Tuesday, March 14, 2017

Trump: Time to Resist. Provoke. Change.


At Federalist 2.0 we are in the positive change business. This may seem like a challenging task in light of the new Trump administration and the Republican Congress. But we have been handed a gift, the gift of Donald, Minority Donald, the gift that may just keep on giving. 

We are too small and immature to even think about making substantive change for now. We will need to help rally large numbers of concerned citizens to make that happen. But perhaps we should start by being strong advocates for resistance in the near-term.   

RESIST

What do we do with the Donald?  We should resist him. Aggressively and at every opportunity.
Resistance may only slow him down; it almost never points the way to change.  But the Donald is a natural magnet for resistance, and the energy of resistance can then be channeled to more productive ends. 

We should promote resistance in any way people feel moved to commit and act—rallies, yelling at town hall meetings (they are content free anyway, so making a lot of noise is just making visible what lies underneath), picketing, buttons, demonstrations, sitting in at Trump Towers—anything that makes noise and can get noticed in the media.

In doing this, we should rationalize resistance: Yes it does not directly affect change, but we have to slow the train down before turning it around. Resistance is also fun and relationship forming / community building. What is crucial in Resistance is persistence; as soon as it goes quiet, it goes away, it has no life beyond the moment.  Resistance is the energy we need to get to the next step.

 PROVOKE

The next stage of civic engagement is taking on something specific, but not with a plan for remediation.  This can be mixed with Resistance, but is generally more effective separated, as provocation usually needs some kind of logical argument. 

Think in terms of massive letter or e-mail campaigns, and active discussion in social media about not repealed but rather repairing Obamacare is Provocation.  We may think of any interaction with the political establishment that is issue based as provocation. 

We can promote provocation by offering sound arguments about why to be against something, and organizing efficient ways of reaching your congressman.  But letters to others and social media posts will help as well, or organizing a letter or e-mail campaign, or creating a sustained force of provocation, something that goes on and on and on.   

A sequence of compelling anecdotes work well in this area of civic engagement.
People get mad and focused about things that are specific.

CHANGE 

This is what we hope to do, which is make specific recommendations to our elected officials about what they should do and organize sufficient quantities of people behind the ideas that our officials have to pay attention.   This is what we mean by effective civic engagement.

SATIRE

Satire in the political world is probably necessary, is fun, and can be engaging.  We suggest considering the Trump as an object of ridicule, of satire.  Two thoughts come to mind immediately:

(1) Always call him Minority Trump.  He has a very thin skin.  He was not elected by a majority.  He does not speak for us, he speaks for the other America, the minority of Americans rooted somewhere in our racist past, before the Civil War.  We can abbreviate this to MT at times, an abbreviate with an interesting pun built in as you sound it out.  He is MT!!! 
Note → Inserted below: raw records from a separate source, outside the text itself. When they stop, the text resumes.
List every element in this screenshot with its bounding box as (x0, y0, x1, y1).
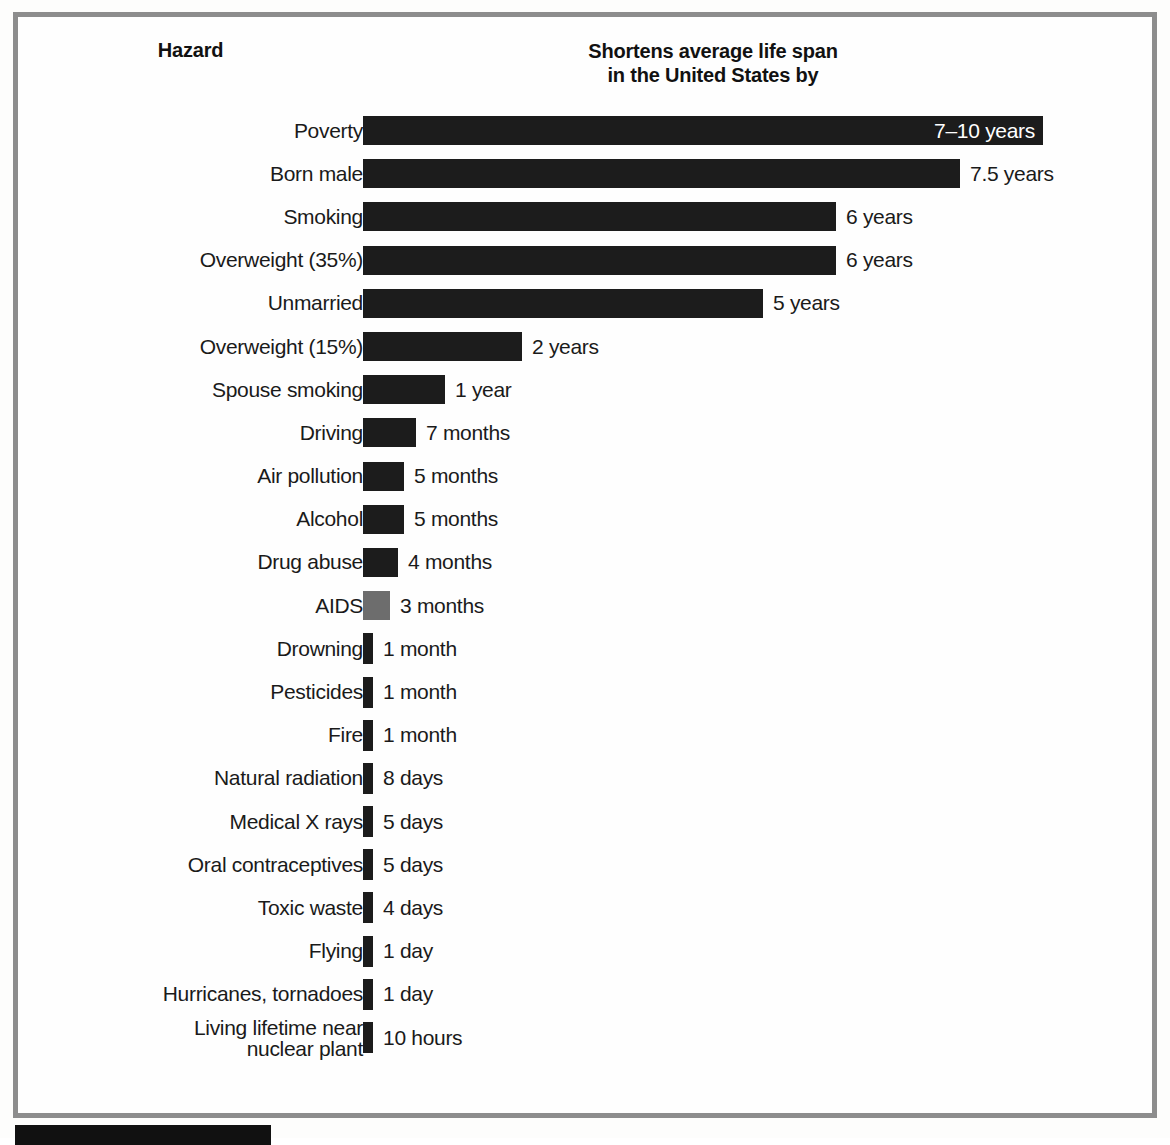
bar-holder (363, 677, 373, 708)
row-bar-wrap: 5 days (363, 800, 443, 843)
chart-row: Spouse smoking1 year (18, 368, 1152, 411)
row-label: Born male (270, 152, 363, 195)
value-label: 5 days (383, 853, 443, 877)
chart-header: Hazard Shortens average life span in the… (18, 39, 1152, 97)
row-bar-wrap: 6 years (363, 195, 913, 238)
row-bar-wrap: 1 day (363, 930, 433, 973)
row-bar-wrap: 5 days (363, 843, 443, 886)
row-label: Smoking (283, 195, 363, 238)
bar-holder (363, 289, 763, 318)
value-label: 7.5 years (970, 162, 1054, 186)
value-bar (363, 505, 404, 534)
row-label: Air pollution (257, 455, 363, 498)
row-label: Living lifetime near nuclear plant (194, 1016, 363, 1059)
bar-holder (363, 763, 373, 794)
chart-row: Living lifetime near nuclear plant10 hou… (18, 1016, 1152, 1059)
chart-row: Unmarried5 years (18, 282, 1152, 325)
row-bar-wrap: 4 days (363, 886, 443, 929)
chart-row: Alcohol5 months (18, 498, 1152, 541)
bar-holder (363, 806, 373, 837)
row-label: Spouse smoking (212, 368, 363, 411)
value-label: 8 days (383, 766, 443, 790)
value-bar (363, 849, 373, 880)
value-label: 7 months (426, 421, 510, 445)
row-label: Drowning (277, 627, 363, 670)
chart-row: Drug abuse4 months (18, 541, 1152, 584)
chart-rows: Poverty7–10 yearsBorn male7.5 yearsSmoki… (18, 109, 1152, 1109)
chart-row: Drowning1 month (18, 627, 1152, 670)
chart-row: Flying1 day (18, 930, 1152, 973)
row-bar-wrap: 7–10 years (363, 109, 1043, 152)
row-label: Hurricanes, tornadoes (163, 973, 363, 1016)
bar-holder (363, 418, 416, 447)
value-label: 6 years (846, 248, 913, 272)
row-bar-wrap: 5 years (363, 282, 840, 325)
row-bar-wrap: 5 months (363, 498, 498, 541)
value-label: 1 day (383, 939, 433, 963)
chart-row: Toxic waste4 days (18, 886, 1152, 929)
row-bar-wrap: 3 months (363, 584, 484, 627)
row-label: Pesticides (270, 670, 363, 713)
bar-holder (363, 505, 404, 534)
value-bar (363, 375, 445, 404)
value-label: 4 months (408, 550, 492, 574)
value-bar (363, 677, 373, 708)
value-bar (363, 159, 960, 188)
value-label: 5 years (773, 291, 840, 315)
value-bar (363, 1022, 373, 1053)
row-bar-wrap: 1 month (363, 714, 457, 757)
value-label: 1 month (383, 637, 457, 661)
value-label: 10 hours (383, 1026, 462, 1050)
row-label: Oral contraceptives (188, 843, 363, 886)
bar-holder (363, 1022, 373, 1053)
value-label: 5 months (414, 464, 498, 488)
chart-row: Poverty7–10 years (18, 109, 1152, 152)
value-bar (363, 246, 836, 275)
value-bar (363, 202, 836, 231)
value-bar (363, 548, 398, 577)
bar-holder (363, 548, 398, 577)
value-column-header: Shortens average life span in the United… (373, 39, 1053, 87)
row-bar-wrap: 4 months (363, 541, 492, 584)
value-bar (363, 936, 373, 967)
chart-row: Medical X rays5 days (18, 800, 1152, 843)
value-label: 1 month (383, 680, 457, 704)
chart-row: Natural radiation8 days (18, 757, 1152, 800)
row-label: AIDS (315, 584, 363, 627)
value-bar (363, 720, 373, 751)
hazard-column-header: Hazard (18, 39, 363, 62)
value-label: 1 month (383, 723, 457, 747)
bar-holder (363, 159, 960, 188)
row-bar-wrap: 1 year (363, 368, 512, 411)
row-bar-wrap: 6 years (363, 239, 913, 282)
row-bar-wrap: 2 years (363, 325, 599, 368)
row-bar-wrap: 1 month (363, 627, 457, 670)
chart-row: Overweight (35%)6 years (18, 239, 1152, 282)
value-bar (363, 806, 373, 837)
row-label: Overweight (15%) (200, 325, 363, 368)
bar-holder: 7–10 years (363, 116, 1043, 145)
value-bar (363, 633, 373, 664)
chart-row: Pesticides1 month (18, 670, 1152, 713)
bar-holder (363, 202, 836, 231)
value-bar (363, 462, 404, 491)
value-bar (363, 289, 763, 318)
chart-row: Hurricanes, tornadoes1 day (18, 973, 1152, 1016)
value-label: 1 day (383, 982, 433, 1006)
bar-holder (363, 720, 373, 751)
value-label: 7–10 years (934, 119, 1035, 143)
bar-holder (363, 936, 373, 967)
bar-holder (363, 332, 522, 361)
row-bar-wrap: 7.5 years (363, 152, 1054, 195)
bar-holder (363, 375, 445, 404)
row-bar-wrap: 7 months (363, 411, 510, 454)
row-label: Medical X rays (229, 800, 363, 843)
row-label: Unmarried (268, 282, 363, 325)
chart-row: Overweight (15%)2 years (18, 325, 1152, 368)
row-label: Fire (328, 714, 363, 757)
row-bar-wrap: 5 months (363, 455, 498, 498)
value-column-header-line1: Shortens average life span (373, 39, 1053, 63)
bar-holder (363, 246, 836, 275)
row-label: Poverty (294, 109, 363, 152)
value-label: 5 months (414, 507, 498, 531)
We should consistently portray him as diminished, below the people, underneath the power curve, not of the people, for the people, and certainly not by the people; he looks up at the Lincoln Memorial with envious eyes but a look in his face that knows he will never be there, swaddle in his own flag, his rattle leaking pellets. 

If we can get some traction and we are successful at this imaging, he will tweet us out, and we will be made, an audience guaranteed for a long enough period to turn them into real political creatures. 

(2) A part our Federalist 2.0 web site will be a continuing lampoon of MT.  We are working on the “Lie of the Week section”.  There will features of the best editorial cartoons and cartoon contests.  There will be the persistence image of a sandbox and a drawing of Trump in diapers, ranting with the scepter and grain.  There could be Swiftian short pieces of direct satire which could try to be fresh.  

Why not just kill off all those who cannot afford health care (modeled after “A Modest Proposal”) If we insist on limiting health care to those who can afford it, we should do the same with education.  Draining the swamp just creates a desert.  America is First in Weapons of Mass Destruction and infantile movies; we are way down the list around the world in education performance, health care, health itself (obesity rate), infrastructure, train speed, national debt, income gap, carbon abatement: Trump is amplifying every area in which we are behind to make us further behind (this could be a moving set of bar charts with MT pushing down the bars where we are below others).

Wonder what President Lincoln might be thinking as Trump discussed healthcare reform recently: “I have to tell you, it’s an unbelievably complex subject. Nobody knew that health care could be so complicated.” Duh.

It could be argued, and is being argued, that the best treatment of Trump is to ignore him, the one thing he really cannot stand.  That might have been effective before the election (but probably not); now it is simply opting out. 

Trump will dominate the headlines and social media for as long as he is in office.  Some think he is manipulating the press intentionally; I think he is just being Trump, the C actor wishing he was on reality TV still and could go home afterward with no consequences, “Your Fired” his only contribution to the world.  

 Trump cannot and should not be ignored.  So best to exploit his huge gravitational force.